In a YouTube clip posted on March 20 by the conservative blog Shark Tank, former Florida House Majority Leader Adam Hasner, currently exploring a run for the U.S. Senate, can be heard warning about the dangers of Islamic law entering the American court system.
As evidence, Hasner cites a Tampa judge’s recent ruling in a lawsuit against the Islamic Education Center of Tampa — this despite evidence that the judge’s decision is a “very common” one, and that the religious rules of all faiths are regularly discussed in American courts.
“A judge within the state of Florida, in litigating, in judging the litigation between private citizens in a Florida state court, announced that the decision is going to be based on Islamic law,” Hasner says in the clip, which you can watch in full below. “That is not supporting the United States Constitution or the Constitution of the state of Florida. We need to speak out! We need to make sure that these threats do not continue to grow and do not continue to infiltrate our state and our country.
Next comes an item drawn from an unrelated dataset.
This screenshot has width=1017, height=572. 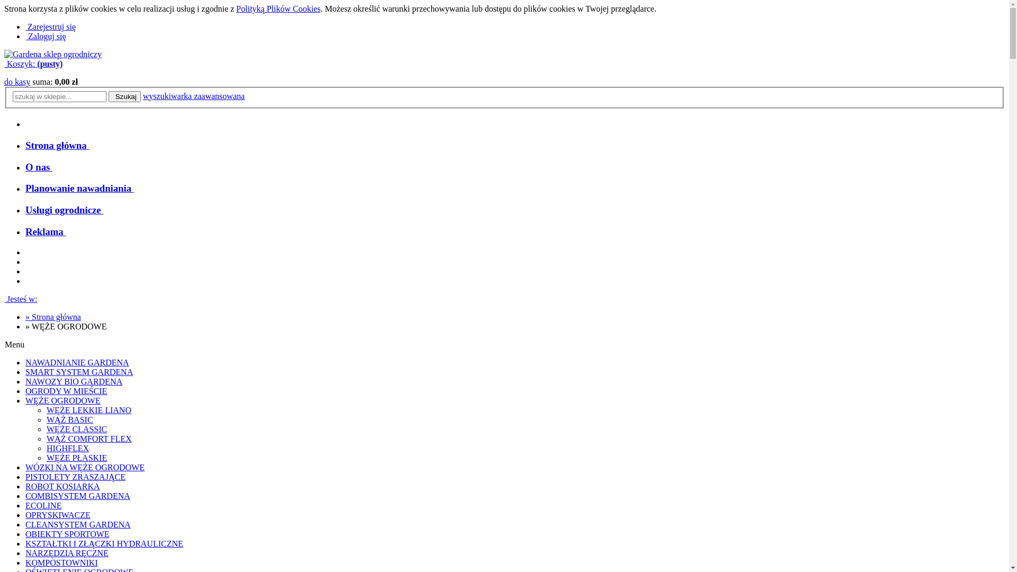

And I would share with you that American prosperity, our national security and our foundation on Judeo-Christian values are interwoven and inseparable.”
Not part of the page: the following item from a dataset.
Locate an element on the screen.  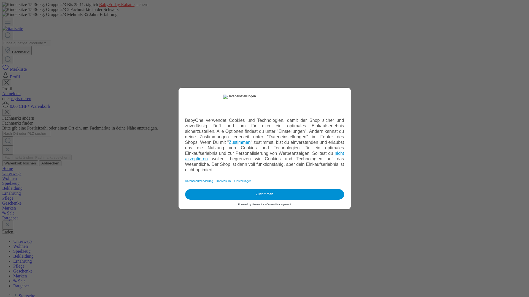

The Florida Independent’s Marcos Restrepo wrote last week:
The St. Petersburg Times reported this week that the suit in question “was filed by several men who say they were improperly ousted as trustees in 2002. The dispute may decide who controls $2.2 million the center received from the state after some of its land was used in a road project.”
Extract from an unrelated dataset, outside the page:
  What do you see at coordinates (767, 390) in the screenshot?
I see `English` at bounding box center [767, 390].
Douglas Laycock, professor of law at the University of Virginia Law School, tells The Florida Independent that “these agreements arbitrated under other bodies of law are very common, and there is a large body of civil law about enforcing them and reviewing the arbitrators’ decision.”
“We have commercial arbitration agreements all the time,” Laycock says, “and the Jewish arbitration courts deal with both religious disputes and commercial disputes between Jewish merchants who have agreed to use the Jewish arbitration system instead of civil courts.”
Emphasizing how common such rulings are, Laycock says this case is no different than one in which Americans agree to arbitrate in London, or under German law. He says there is a case being arbitrated in Texas right now under Saudi law.
“This is no different,” Laycock says, “except that parts of the right wing are agitating and pandering about Muslims at the moment.”